From Publishers Weekly
Shawver's debut follows a failed baseball player and minor league scout who is sent to Cuba to smuggle out a young pitching phenom. Dennis Birch is still bemoaning having lost his position as catcher on a minor league team because of poor performance. He's been working as a scout for six months when he gets the covert assignment-a job for which the credulous Birch (self-described as a man "on whom many things are lost") is perilously unsuited. His contact in Cuba is Charlie Dance. The 400-pound Dance, who has organized the operation, is so repulsive even hookers won't take his money, and so obviously suspicious that even Birch doesn't entirely trust him. The pitching prospect, Ramon Diego Sagasta, is arrogant and not terribly bright, but Birch thinks his incredible skills make him worth risking life and limb for. Naturally, their escape plans go awry, and the Cuban police give chase. The plot unravels somewhat in the last third of the novel. Sagasta disappears, having bought his way out of Cuba himself. Birch remains in the country, where his intrigue with Dance and Sagasta's girlfriend strains credibility. The premise is intriguing, and Shawver's portrait of the astringent Birch and his brewing resentment of Sagasta is believable, though their dialogue often sounds forced. The author also unnecessarily recaps earlier events, slowing the narrative. This likable first effort is sure to find fans among readers of baseball novels, if not a wider audience.
Copyright 2003 Reed Business Information, Inc.

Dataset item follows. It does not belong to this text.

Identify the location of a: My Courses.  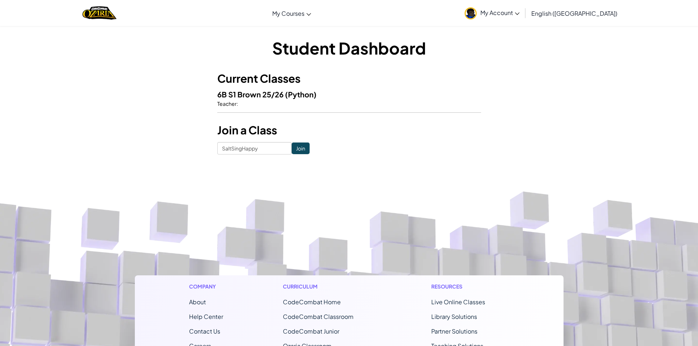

Dennis Birch never made it to major-league baseball. Now he scours the Mexican minors, verifying the bona fides of local phenoms. A last chance for baseball immortality comes his way when he's assigned to smuggle a promising Cuban pitcher across the Caribbean to the Florida Keys. His major-league employer puts him in touch with Charles Dancer, its unofficial representative in rural Cuba. Dancer, who seems to model himself physically and ethically after Sydney Greenstreet in
The Maltese Falcon, fills Birch in on a poorly formed plan to smuggle Ramon Diego Sagasta out of Cuba and into the U.S., where fame and riches await him. Unfortunately, Birch and Sagasta are stymied at every turn by bandits, corrupt officials, and their own foolishness. Even as he forges ahead, Birch comes to understand that greatness, even reflected, is not a quality to which he can aspire. First-novelist Shawver writes with sad passion about small lives swirling aimlessly in search of external verification when perhaps an inward glance is all that's needed.